Daily Mail

For pity’s sake end the death traps

By Claire Mercer, whose husband was killed at this spot. And incredibly, seconds after this photograph, she witnessed ANOTHER smash

- By Claire Mercer ■ Claire is arranging a march and protest on November 1 in Westminste­r. Visit facebook.com/smartmotor­wayskill or smartmotor­wayskill.co.uk for more informatio­n

LASt Friday, when i posed for the photograph that accompanie­s this article at the bridge overlookin­g the junction on the M1 where my husband Jason was killed, i heard from behind me a sickening thud. it was a collision between a car and a lorry on the other side of the road.

A lorry had slammed into a car and dragged it hundreds of yards down the carriagewa­y. i was in shock: my own husband, after all, had died on the opposite side of the same stretch of road.

Could there possibly have been a more visceral and painful reminder of how dangerous the craze for smart motorways has become?

Motorways are always dangerous and unpredicta­ble: they need a dedicated, protected space where drivers can shelter from the hazards around them, especially after a minor accident or a breakdown.

this should be obvious but for too long, ministers have tried to bury their heads in the sand over the issue.

that is why the Mail’s seminal undercover investigat­ion, published today, is so important.

the ‘smart’ motorway – lauded by government and road bosses alike as both efficient and safe – is literally lethal and riddled with ongoing, deeply serious failures.

As the Mail reveals today, many cameras are either broken, faulty or simply not monitored, leaving motorists who have broken down or stopped for any reason stranded in deadly highspeed traffic.

Staggering­ly, one in ten cameras was found to be faulty out of more than 800 devices nationwide.

WOrSe still, almost half the cameras on one of the busiest sections of the M25 – where three deaths have been attributed to smart motorways – were faulty. On the day of the audit, one in four cameras was broken on the stretch of the M1 near Sheffield where Jason died.

Overall, the toll speaks for itself: figures from Highways england [now known as national Highways] show that between 2015 and 2019, 39 people died on smart motorways.

But behind each of those numbers are individual tragedies, as i know all too well. On June 7, 2019, a few minutes after we ate breakfast together, Jason was driving north on the M1 between junctions 34 and 35 when he changed lanes and suffered a minor collision with a Ford transit van.

As is required by law, my husband pulled over to exchange insurance details with the other driver – a 22-year-old delivery worker from romania called Alexandru Murgeanu.

except there was nowhere to go. in 2016, that stretch of the M1 had been converted into an all-lane-running ‘smart’ motorway, meaning the hard shoulder was open to traffic.

On camera footage, Jason and Alexandru can be seen driving on, trying to find somewhere safe to stop, before finally pulling up as closely as they could to the safety barrier near a gantry with a traffic camera.

the inquest into their deaths would later reveal that the camera wasn’t monitored and the lane remained open.

Hemmed in by the crash barrier – behind which was a 30-foot drop – motorists swerved to avoid Jason and Alexandru, but six minutes after they pulled over, Prezemysla­w Szuba, a Polish lorry driver, failed to notice in enough time to manoeuvre into a different lane. instead, he ploughed into the back of Alexandru’s van, killing them instantly.

i knew Jason was dead the moment i saw police officers draw up in their patrol car some hours later. i remember dropping to the floor, shaking with shock.

Jason died because of the smart motorway: that was the verdict of the coroner at his inquest who, while recording the primary cause of death as Szuba’s careless driving, stated that the lack of hard shoulder contribute­d to the tragedy and that smart motorways presented an ongoing risk of future deaths.

Following the inquest, i launched a campaign to highlight the failures and dangers of smart motorways and am bringing a judicial review against the Government. Highways england is now being investigat­ed for corporate manslaught­er.

Szuba was jailed for ten months for Jason and Alexandru’s death, but i believe he was wrongly imprisoned. if Highways england hadn’t removed the hard shoulder, the lorry driver would have been in a different lane and the collision would never have happened.

NOW, two years on from the coroner’s stark warning, the Mail’s damning dossier lays bare in terrifying detail the ongoing risks of smart motorways.

they are risks that affect us all. What happened to my husband and Alexandru wasn’t an unusual, cataclysmi­c series of circumstan­ces – it could happen at any time, to anyone.

How many more people have to die before ministers see sense and end the smart motorway madness?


ACTIVITY: For the data that follows, return each line unchanged and drop the pictures.

DATA:
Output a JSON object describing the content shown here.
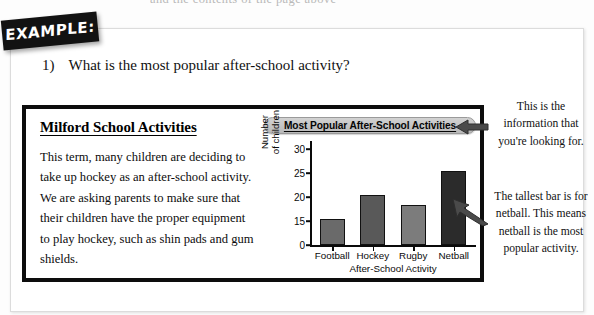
{
  "banner": {
    "label": "EXAMPLE:"
  },
  "cutoff_text": "and the contents of the page above",
  "question": {
    "number": "1)",
    "text": "What is the most popular after-school activity?"
  },
  "article": {
    "title": "Milford School Activities",
    "body": "This term, many children are deciding to take up hockey as an after-school activity.  We are asking parents to make sure that their children have the proper equipment to play hockey, such as shin pads and gum shields."
  },
  "annotations": [
    {
      "id": "annotation-information",
      "text": "This is the information that you're looking for."
    },
    {
      "id": "annotation-tallest-bar",
      "text": "The tallest bar is for netball. This means netball is the most popular activity."
    }
  ],
  "icons": {
    "arrow_1": "arrow-left-icon",
    "arrow_2": "arrow-up-left-icon"
  },
  "chart_data": {
    "type": "bar",
    "title": "Most Popular After-School Activities",
    "xlabel": "After-School Activity",
    "ylabel": "Number of children",
    "ylabel_lines": [
      "Number",
      "of children"
    ],
    "categories": [
      "Football",
      "Hockey",
      "Rugby",
      "Netball"
    ],
    "values": [
      15,
      20,
      18,
      25
    ],
    "yticks": [
      0,
      15,
      20,
      25,
      30
    ],
    "ylim": [
      0,
      30
    ],
    "axis_break": true,
    "grid": false,
    "legend": false,
    "bar_colors": [
      "#6a6a6a",
      "#595959",
      "#7c7c7c",
      "#2b2b2b"
    ]
  }
}
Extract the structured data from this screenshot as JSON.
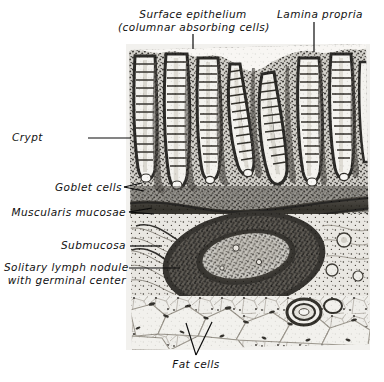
{
  "figure": {
    "kind": "histology-micrograph",
    "title_alt": "Mucosa of small intestine",
    "plate": {
      "x": 126,
      "y": 44,
      "width": 244,
      "height": 306,
      "background": "#f2f1ee",
      "ink": "#1c1b19"
    },
    "labels": [
      {
        "id": "surface-epithelium",
        "lines": [
          "Surface epithelium",
          "(columnar absorbing cells)"
        ],
        "align": "center",
        "x": 118,
        "y": 8,
        "w": 150,
        "leader": {
          "x1": 193,
          "y1": 34,
          "x2": 193,
          "y2": 46
        }
      },
      {
        "id": "lamina-propria",
        "lines": [
          "Lamina propria"
        ],
        "align": "center",
        "x": 268,
        "y": 8,
        "w": 104,
        "leader": {
          "x1": 314,
          "y1": 22,
          "x2": 314,
          "y2": 50
        }
      },
      {
        "id": "crypt",
        "lines": [
          "Crypt"
        ],
        "align": "left",
        "x": 12,
        "y": 131,
        "w": 60,
        "leader": {
          "x1": 88,
          "y1": 138,
          "x2": 131,
          "y2": 138
        }
      },
      {
        "id": "goblet-cells",
        "lines": [
          "Goblet cells"
        ],
        "align": "right",
        "x": 30,
        "y": 182,
        "w": 90,
        "leader": {
          "x1": 124,
          "y1": 188,
          "x2": 143,
          "y2": 191
        }
      },
      {
        "id": "muscularis-mucosae",
        "lines": [
          "Muscularis mucosae"
        ],
        "align": "right",
        "x": 10,
        "y": 207,
        "w": 116,
        "leader": {
          "x1": 129,
          "y1": 213,
          "x2": 152,
          "y2": 214
        }
      },
      {
        "id": "submucosa",
        "lines": [
          "Submucosa"
        ],
        "align": "right",
        "x": 48,
        "y": 240,
        "w": 78,
        "leader": {
          "x1": 130,
          "y1": 246,
          "x2": 160,
          "y2": 246
        }
      },
      {
        "id": "solitary-lymph-nodule",
        "lines": [
          "Solitary lymph nodule",
          "with germinal center"
        ],
        "align": "right",
        "x": 4,
        "y": 261,
        "w": 122,
        "leader": {
          "x1": 129,
          "y1": 268,
          "x2": 178,
          "y2": 268
        }
      },
      {
        "id": "fat-cells",
        "lines": [
          "Fat cells"
        ],
        "align": "center",
        "x": 165,
        "y": 358,
        "w": 60,
        "leader": null
      }
    ],
    "pointers": [
      {
        "id": "fat-cells-fork-left",
        "x1": 196,
        "y1": 356,
        "x2": 186,
        "y2": 324
      },
      {
        "id": "fat-cells-fork-right",
        "x1": 196,
        "y1": 356,
        "x2": 212,
        "y2": 323
      }
    ]
  }
}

TASK RESULT:
Output a JSON object describing the content shown here.
{
  "banner": {
    "label": "EXAMPLE:"
  },
  "cutoff_text": "and the contents of the page above",
  "question": {
    "number": "1)",
    "text": "What is the most popular after-school activity?"
  },
  "article": {
    "title": "Milford School Activities",
    "body": "This term, many children are deciding to take up hockey as an after-school activity.  We are asking parents to make sure that their children have the proper equipment to play hockey, such as shin pads and gum shields."
  },
  "annotations": [
    {
      "id": "annotation-information",
      "text": "This is the information that you're looking for."
    },
    {
      "id": "annotation-tallest-bar",
      "text": "The tallest bar is for netball. This means netball is the most popular activity."
    }
  ],
  "icons": {
    "arrow_1": "arrow-left-icon",
    "arrow_2": "arrow-up-left-icon"
  },
  "chart_data": {
    "type": "bar",
    "title": "Most Popular After-School Activities",
    "xlabel": "After-School Activity",
    "ylabel": "Number of children",
    "ylabel_lines": [
      "Number",
      "of children"
    ],
    "categories": [
      "Football",
      "Hockey",
      "Rugby",
      "Netball"
    ],
    "values": [
      15,
      20,
      18,
      25
    ],
    "yticks": [
      0,
      15,
      20,
      25,
      30
    ],
    "ylim": [
      0,
      30
    ],
    "axis_break": true,
    "grid": false,
    "legend": false,
    "bar_colors": [
      "#6a6a6a",
      "#595959",
      "#7c7c7c",
      "#2b2b2b"
    ]
  }
}
Extract the structured data from this screenshot as JSON.
{
  "figure": {
    "kind": "histology-micrograph",
    "title_alt": "Mucosa of small intestine",
    "plate": {
      "x": 126,
      "y": 44,
      "width": 244,
      "height": 306,
      "background": "#f2f1ee",
      "ink": "#1c1b19"
    },
    "labels": [
      {
        "id": "surface-epithelium",
        "lines": [
          "Surface epithelium",
          "(columnar absorbing cells)"
        ],
        "align": "center",
        "x": 118,
        "y": 8,
        "w": 150,
        "leader": {
          "x1": 193,
          "y1": 34,
          "x2": 193,
          "y2": 46
        }
      },
      {
        "id": "lamina-propria",
        "lines": [
          "Lamina propria"
        ],
        "align": "center",
        "x": 268,
        "y": 8,
        "w": 104,
        "leader": {
          "x1": 314,
          "y1": 22,
          "x2": 314,
          "y2": 50
        }
      },
      {
        "id": "crypt",
        "lines": [
          "Crypt"
        ],
        "align": "left",
        "x": 12,
        "y": 131,
        "w": 60,
        "leader": {
          "x1": 88,
          "y1": 138,
          "x2": 131,
          "y2": 138
        }
      },
      {
        "id": "goblet-cells",
        "lines": [
          "Goblet cells"
        ],
        "align": "right",
        "x": 30,
        "y": 182,
        "w": 90,
        "leader": {
          "x1": 124,
          "y1": 188,
          "x2": 143,
          "y2": 191
        }
      },
      {
        "id": "muscularis-mucosae",
        "lines": [
          "Muscularis mucosae"
        ],
        "align": "right",
        "x": 10,
        "y": 207,
        "w": 116,
        "leader": {
          "x1": 129,
          "y1": 213,
          "x2": 152,
          "y2": 214
        }
      },
      {
        "id": "submucosa",
        "lines": [
          "Submucosa"
        ],
        "align": "right",
        "x": 48,
        "y": 240,
        "w": 78,
        "leader": {
          "x1": 130,
          "y1": 246,
          "x2": 160,
          "y2": 246
        }
      },
      {
        "id": "solitary-lymph-nodule",
        "lines": [
          "Solitary lymph nodule",
          "with germinal center"
        ],
        "align": "right",
        "x": 4,
        "y": 261,
        "w": 122,
        "leader": {
          "x1": 129,
          "y1": 268,
          "x2": 178,
          "y2": 268
        }
      },
      {
        "id": "fat-cells",
        "lines": [
          "Fat cells"
        ],
        "align": "center",
        "x": 165,
        "y": 358,
        "w": 60,
        "leader": null
      }
    ],
    "pointers": [
      {
        "id": "fat-cells-fork-left",
        "x1": 196,
        "y1": 356,
        "x2": 186,
        "y2": 324
      },
      {
        "id": "fat-cells-fork-right",
        "x1": 196,
        "y1": 356,
        "x2": 212,
        "y2": 323
      }
    ]
  }
}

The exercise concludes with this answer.